In Flames: War Through the Lens of Art

In this post, my first post, I explore the theme of war through the lens of art. I'm an interested in how artists interpret, represent, and emotionally process conflict through their creative work. To examine this idea more closely, I will focus on the distinct perspectives presented in three different artistic projects by Werner Herzog, Iri Maruki and Toshi Maruki, and Leon Golub. 

1 - Lessons of Darkness
 
Werner Herzog, Lessons of Darkness, 1992, 16mm film, 54 min., 1992

Lessons of Darkness (1992) is a 50 minute documentary by German director Werner Herzog. This film does not function as a conventional informational documentary, rather it presents a poetic and philosophical meditation on the aftermath of the Gulf War in Kuwait. Herzog avoids journalistic explanation, historical context, or political commentary. Instead, he creates a cinematic exploration of devastated landscapes. 

Werner Herzog, Lessons of Darkness, 1992, 16mm film, 54 min., 1992

The camera's eye is primarily focused on aerial shots of scorched oil fields and barren terrain. Fire is one of the biggest, brightest natural elements at sight. Flames erupt endlessly from oil wells, smoke fills the sky, and the earth seems to be transformed into a blackened wasteland. Only two interviews are conducted in the film. The firefighters shown throughout, covered in protective gear, appear almost inhuman. This catastrophic, post-war, portrait has been criticized for showing beauty in a place of pain and absolute destruction, almost as if the intention of the director was to ignore the reality of this space. Rather than focusing on victims or survivors, Herzog transforms the landscape into something mythic and otherworldly.

The imagery makes me feel as if I was alongside Dante, descending into the Inferno, particularly navigating the Seventh Circle of Hell (violence against God, art, and nature). In this sense, Herzog frames the Gulf War as a timeless vision of apocalypse rather than a specific historical event.


2 - The Hiroshima Pannels

Ghosts, 1950 Sumi ink, charcoal or conté on paper, 180 × 720 cm

The Hiroshima Panels are a series of fifteen large, foldable paintings begun in 1948 by Japanese artists Iri Maruki and Toshi Maruki, three years after the devastating atomic bombings of Hiroshima and Nagasaki. Unlike Herzog's distant, landscape-focused perspective, the Marukis center their work on human suffering. 

Fire, 1950 Sumi ink, pigment, glue, charcoal or conté on paper 180 × 720 cm

The panels depict the immediate and long-term devastation caused by the atomic bomb: civilians burned alive, bodies disfigured, families in shock, and scenes of chaos and despair. The atmosphere is one of grief, suffering, and profound sorrow. Fire appears again as a dominant element, but here it is directly tied to the human body: burned skin, figures collapsing, and death.
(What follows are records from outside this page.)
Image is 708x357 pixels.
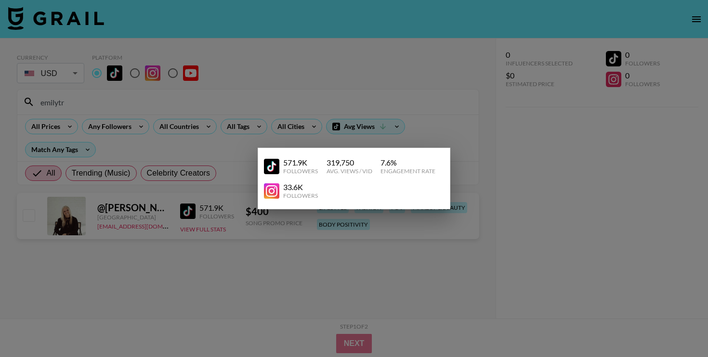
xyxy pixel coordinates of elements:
div: 7.6 % [380,158,435,168]
img: YouTube [264,159,279,174]
div: 319,750 [326,158,372,168]
img: YouTube [264,183,279,199]
div: 33.6K [283,182,318,192]
div: Engagement Rate [380,168,435,175]
div: 571.9K [283,158,318,168]
iframe: Drift Widget Chat Controller [660,309,696,346]
div: Avg. Views / Vid [326,168,372,175]
div: Followers [283,168,318,175]
div: Followers [283,192,318,199]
The artists sought to represent as many victims as possible, but they ultimately acknowledge the impossibility of fully capturing such destruction. The scale of the tragedy, thousands killed in seconds, exceeds the artistic representation. Their work becomes both an act of remembrance and a testament to the limits of art in the face of mass death. 


3 - Leon Golub: Vietnam works

Leon Golub, Vietnamese Head, 1970. Acrylic on linen, 24 × 18 in. (61 × 45.7 cm). The Metropolitan Museum of Art, New York, Gift of Dan Miller, in loving memory of the artist, 2016. © The Nancy Spero and Leon Golub Foundation for the Arts/Licensed by VAGA, New York, NY

Leon Golub has many fascinating artworks, but for the purpose of this post I will focus on his "Vietnam" works, which harshly criticizes the Vietnam War. These works confront violence in a direct manner. Unlike Herzog's distant views, or the Marukis' collective scenes of suffering, Golub focuses on individual bodies engaged in acts of aggression, torture, or interrogation. 

His large-scale canvases often depict soldiers and victims in stark, flat spaces, and minimal background details. The figures appear raw and exposed, sometimes scraped into the canvas surface itself. Golub's style is harsh and physical, emphasizing power dynamics, brutality, and the human capacity for cruelty. The violence is not mythologized, or poeticized, it is immediate and political. 

Golub forces the viewer into confrontation. There is no protective distance. His works implicate systems of authority and question the structures that produce such violence. 

While all three artists address war and destruction, they approach it from radically different angles. Herzog presents war as apocalyptic landscape, mythic, sublime, and ambiguous. The Marukis paint it as a collective human tragedy, intimate, mournful, and commemorative. And Golub, presents war as a system of power enacted on the body, it's political, aggressive, and accusatory. Together, these works demonstrate how art can respond to violence in fundamentally different ways: through poetic distance, memorial testimony, or direct confrontation.